12/10/2003

Maybe I'll have to stop referring to Tom Daschle as The Ghoul.
Daschle is becoming something of an unlikely hero of mine of late, as he attempts (with some success) to block some of the more egregious legislative efforts of the Republican Congress. And I say this as a Republican myself.

The aptly named Omnibus Spending Bill (a bill sweeping all manner of truly offensive local pork under the rug known as miscellany) passed the House Monday, supposedly providing for the continued financial operations of government but also including such essentials as changes to media ownership rules, overtime pay rules, and yet another extension of unemployment benefits. Daschle & Co blocked the bill's passage and let the Senate get out of town without voting on it till at least their January return to business, and hopefully not then either without some modification. The bill contains $7.5B for 7,000 "earmark" local projects. This bill, pork and all, increases Federal spending by "only" 3%, a much smaller increase than in recent years, but it's still faster than inflation has been.

This does seem to me to be a strong case for the line item veto. And not the watered down, legislatively enacted "allowance" that Congress unconstitutionally extended to the President in 1995 (later overturned by the Supreme Court), but a genuine Constitutional provision for one to allow individual items to be struck down so bills which are overall beneficial can be passed. I assume there's at least some good somewhere in the bill.

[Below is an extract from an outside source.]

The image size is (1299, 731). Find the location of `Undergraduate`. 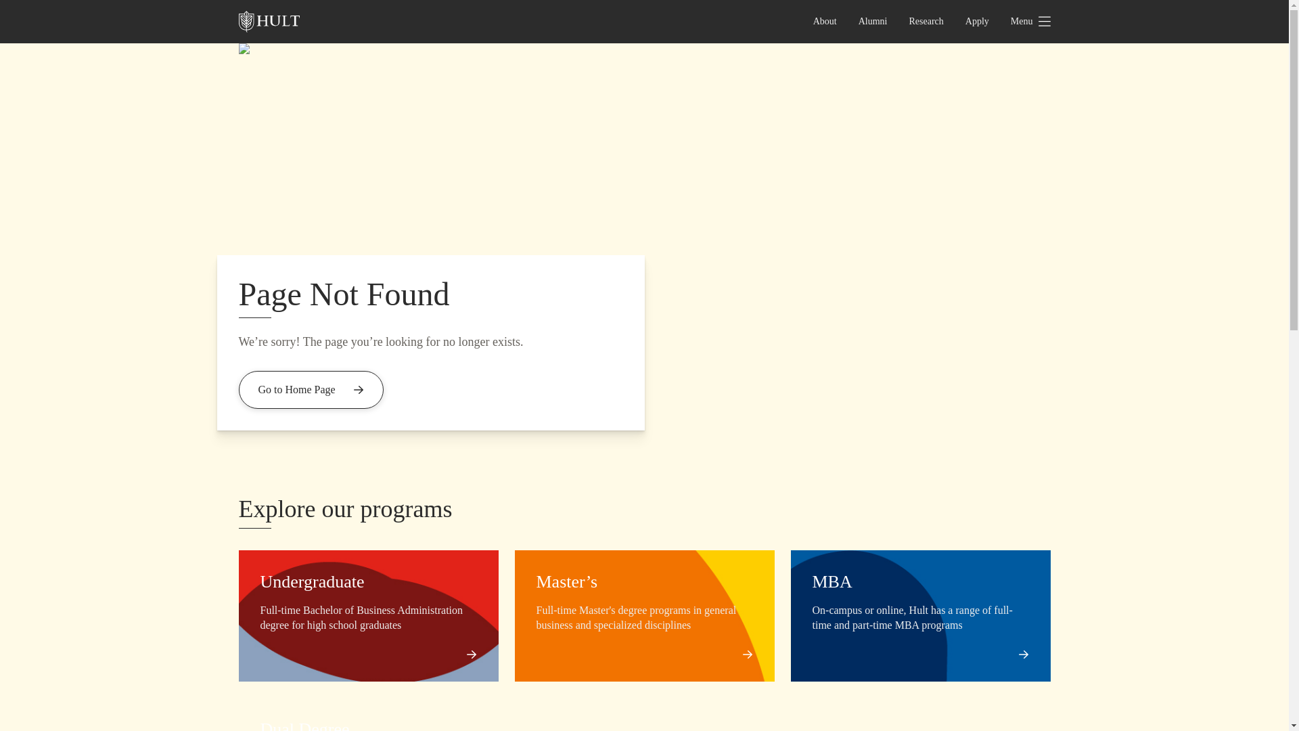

Nothing better illustrates the perverse political calculus involved leading me to support Daschle than the unemployment extension issue. I wanted the bill blocked temporarily to encourage some cleanup to a bill all too laden with wasteful spending. Daschle blocked it because it didn't contain enough wasteful spending in the form of more free money for the unemployed. Now unemployment benefits relate peculiarly to actual unemployment insofar as there is a marked tendency for anyone receiving benefits to continue not finding a job and to continue receiving benefits. According to the Wall Street Journal, (link for subscribers only) most recipients of unemployment benefits don't actually find a job until the final week before their benefits run out. Another extension, while charitably generous, would keep more people unemployed longer and into an election year to boot (perhaps an estimated 0.3% increase to the unemployment rate according the the Journal article cited above). Not to accuse Daschle of wanting to artificially create unemployment to hurt George Bush's re-election bid or anything, but I'd like to see Bush re-elected by presiding over a sound economic recovery and a budget which doesn't include all manner of Congressional pork intended simply to buy votes for incumbents.

We as a nation seem to be profoundly unserious. While fighting an existential war we quibble and bitch over carrier deck landings and the real purpose of holiday visits to Iraq, applaud Al Gore when he says unblushingly that the current war is the "worst foreign policy mistake" in our nation's history, and applaud serious, flagrant untruths such as calling the present economy the worst since the Great Depression. I'm sure this last is just an exhumation of the very same theme we heard during the 1992 presidential election, and it's about as true now as it was then; but since it was successful in garnering an election victory, truth need not be considered. Which is fortunate for those who repeat the lie, since it is not remotely true.

Meanwhile, with the largest deficit in history (some of which, eg War on Terror, and in my opinion, the War in Iraq, is justified, yes), Congressmen insert unrelated pork items into bills totalling $7.5B and applaud their own restraint for, I guess, not frivolously spending even more than that; and enact horrible and uncontrollable Medicare expansions. All to buy votes, to sustain their own venality and love of power. I refuse to believe that in the midst of a war against an enemy bent on our utter extermination, the most pressing issue facing the United States today is whether to give free pills to senior citizens. It's disappointing, to say the least.

Call me crazy, but delaying this bill to allow unemployment benefit extensions to expire and encourage a rethinking of all those pork projects seems like a good start.